** Material for this exercise follows **
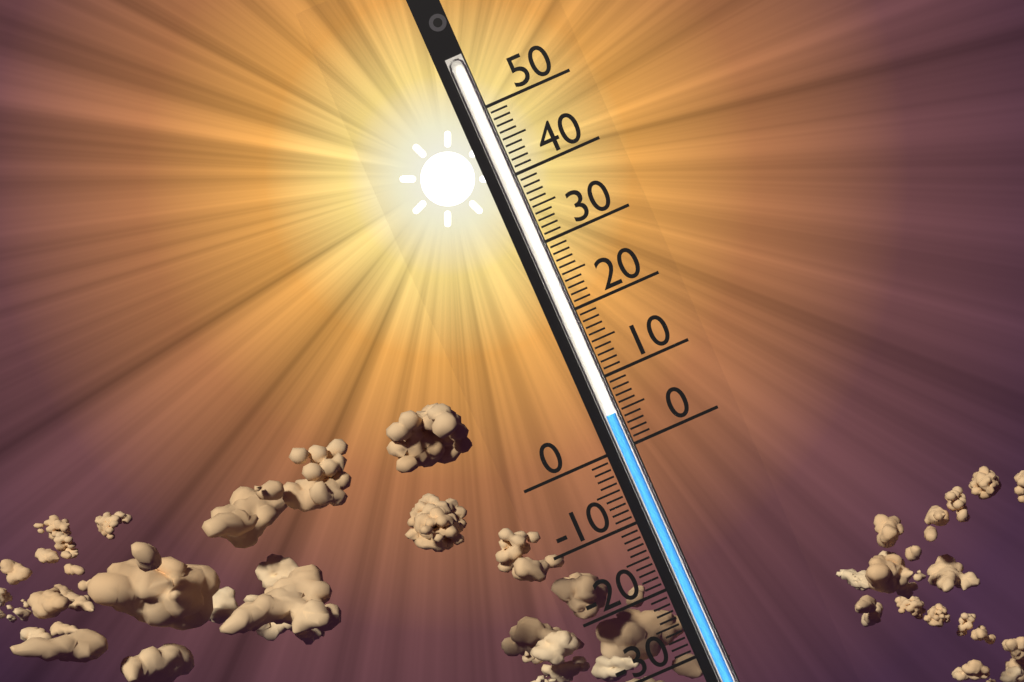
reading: 5 (no unit)
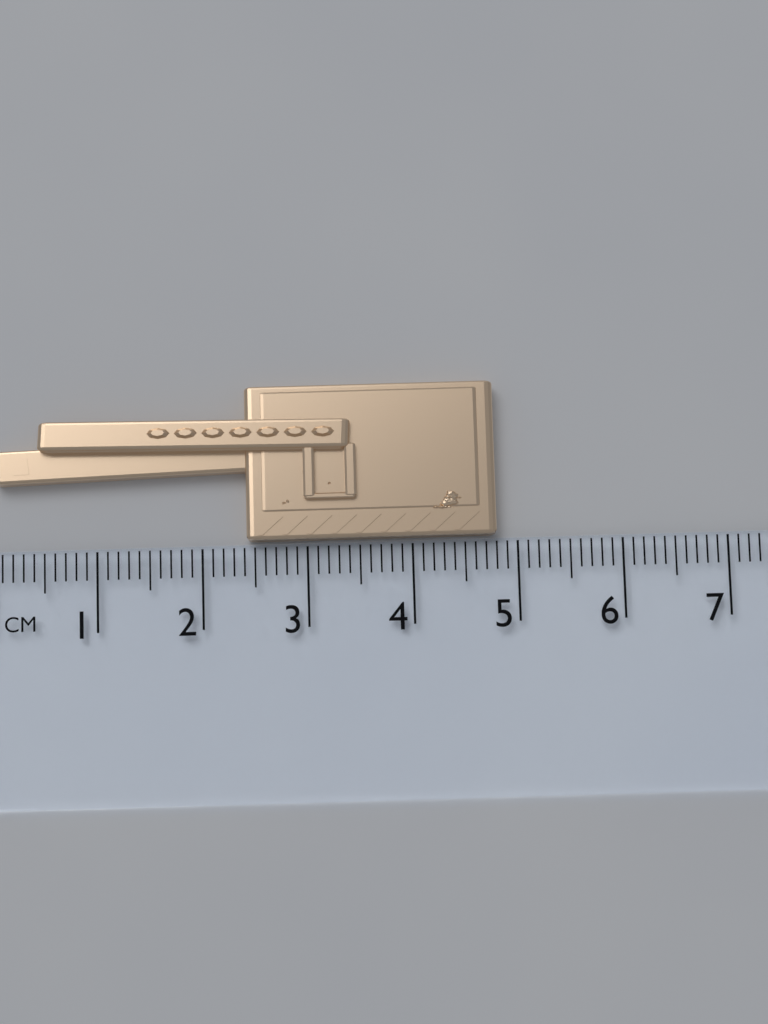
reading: 4.8 cm
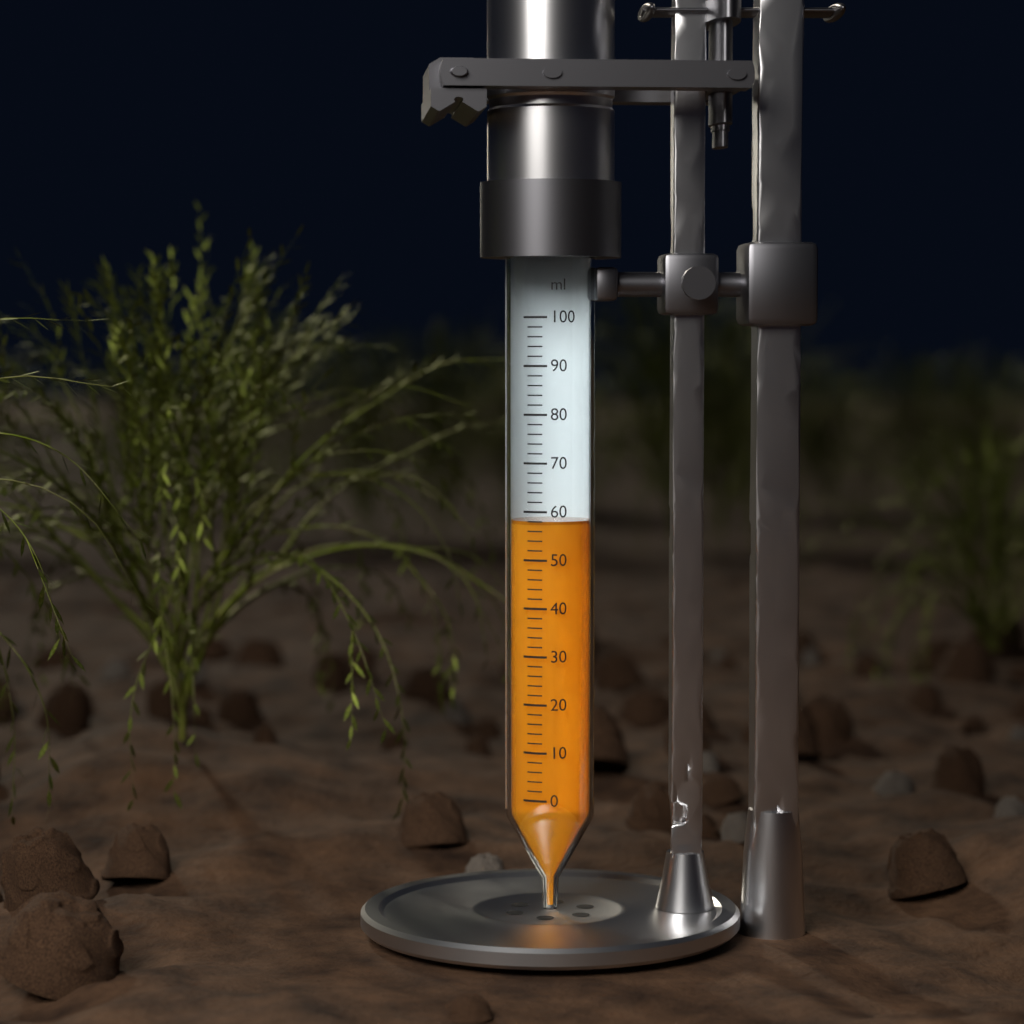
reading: 58 ml
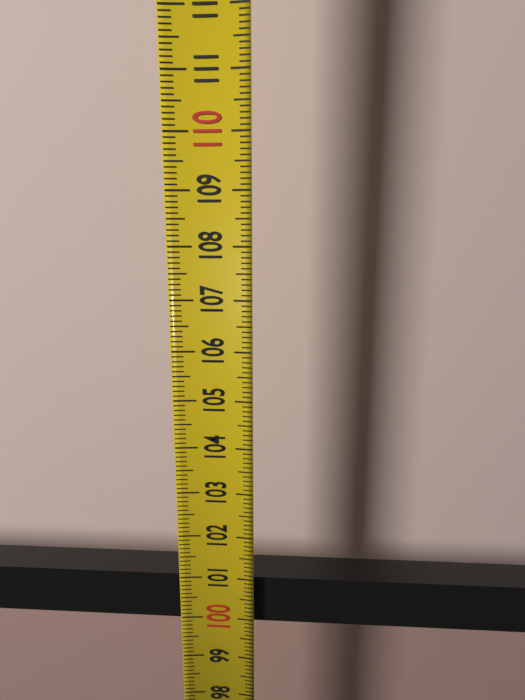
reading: 100.9 (no unit)
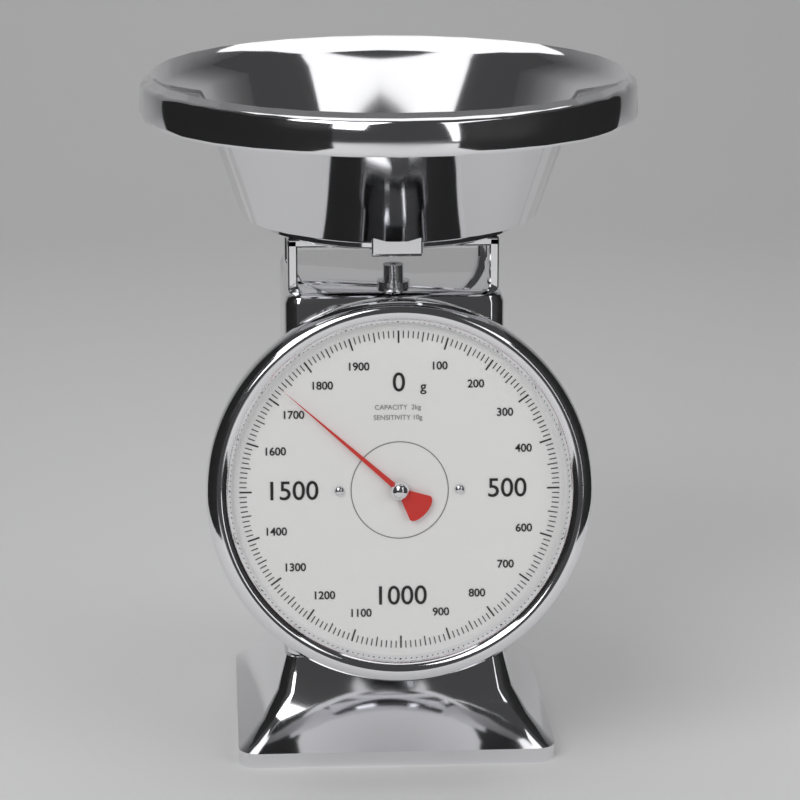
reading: 1730 g
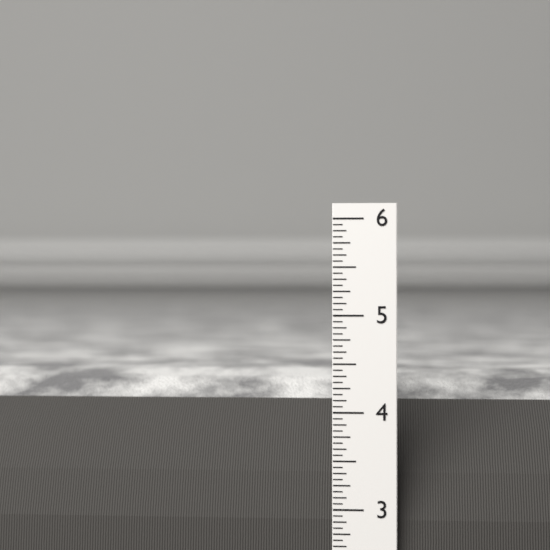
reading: 4.3125 in
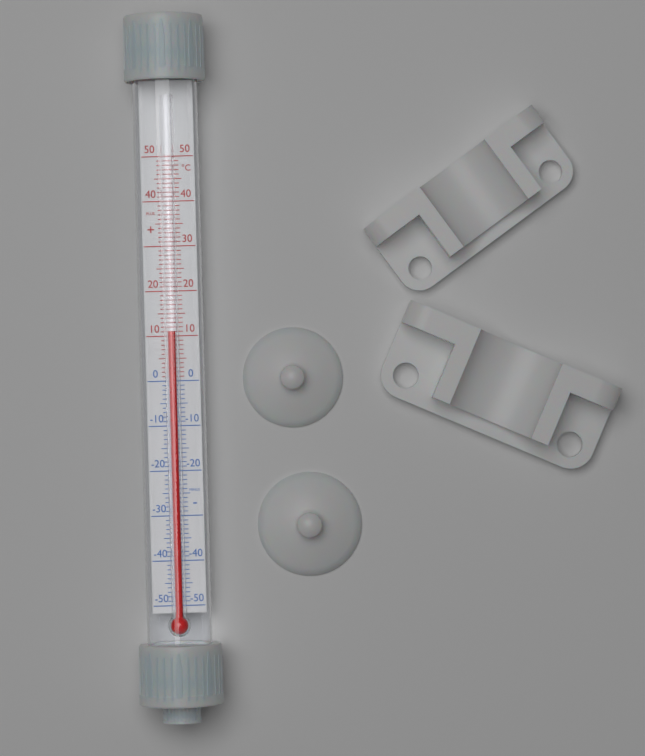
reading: 11 °C
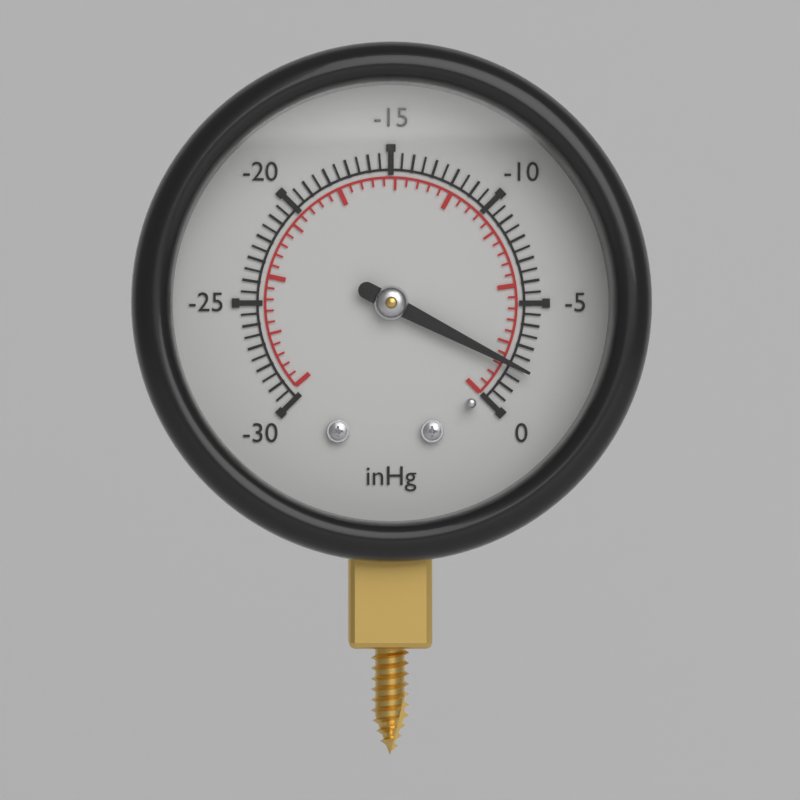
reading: -2.0 inHg
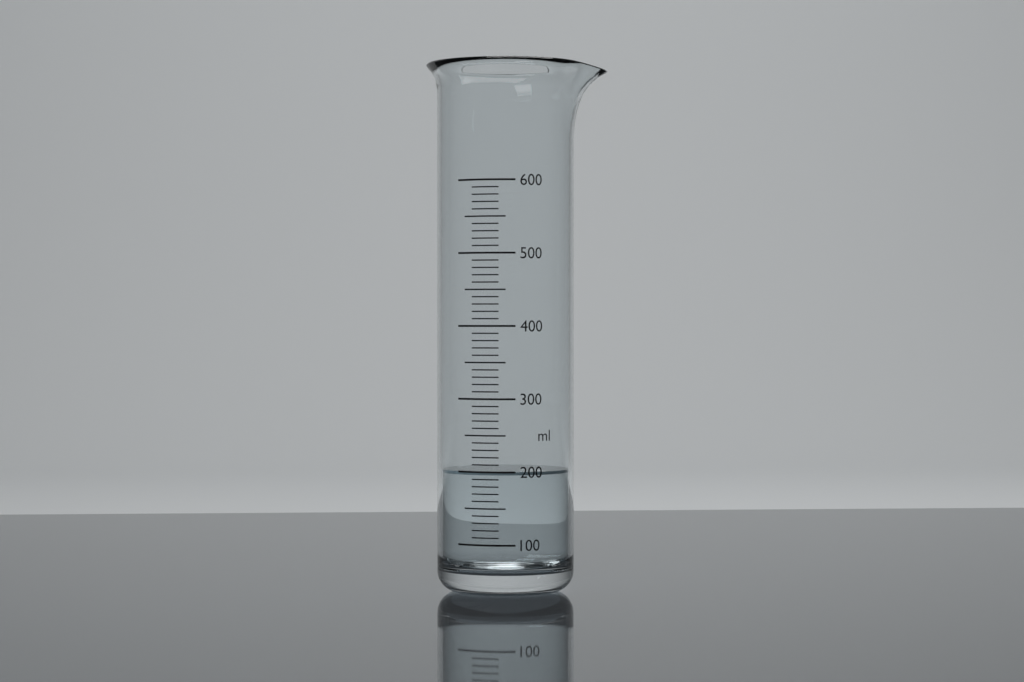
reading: 200 ml
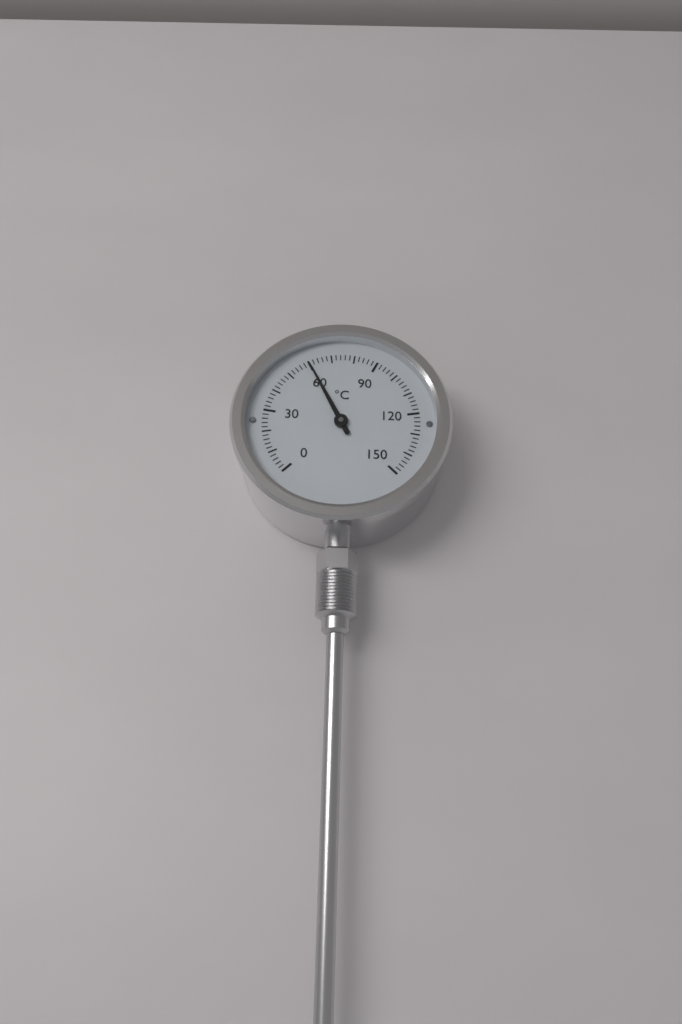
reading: 60 °C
** End of Material for this exercise **
Problem to solve:
Transcribe the listing word for word, but keep its pictures out of the copy.

Output for this task:
reading: 5 (no unit)
reading: 4.8 cm
reading: 58 ml
reading: 100.9 (no unit)
reading: 1730 g
reading: 4.3125 in
reading: 11 °C
reading: -2.0 inHg
reading: 200 ml
reading: 60 °C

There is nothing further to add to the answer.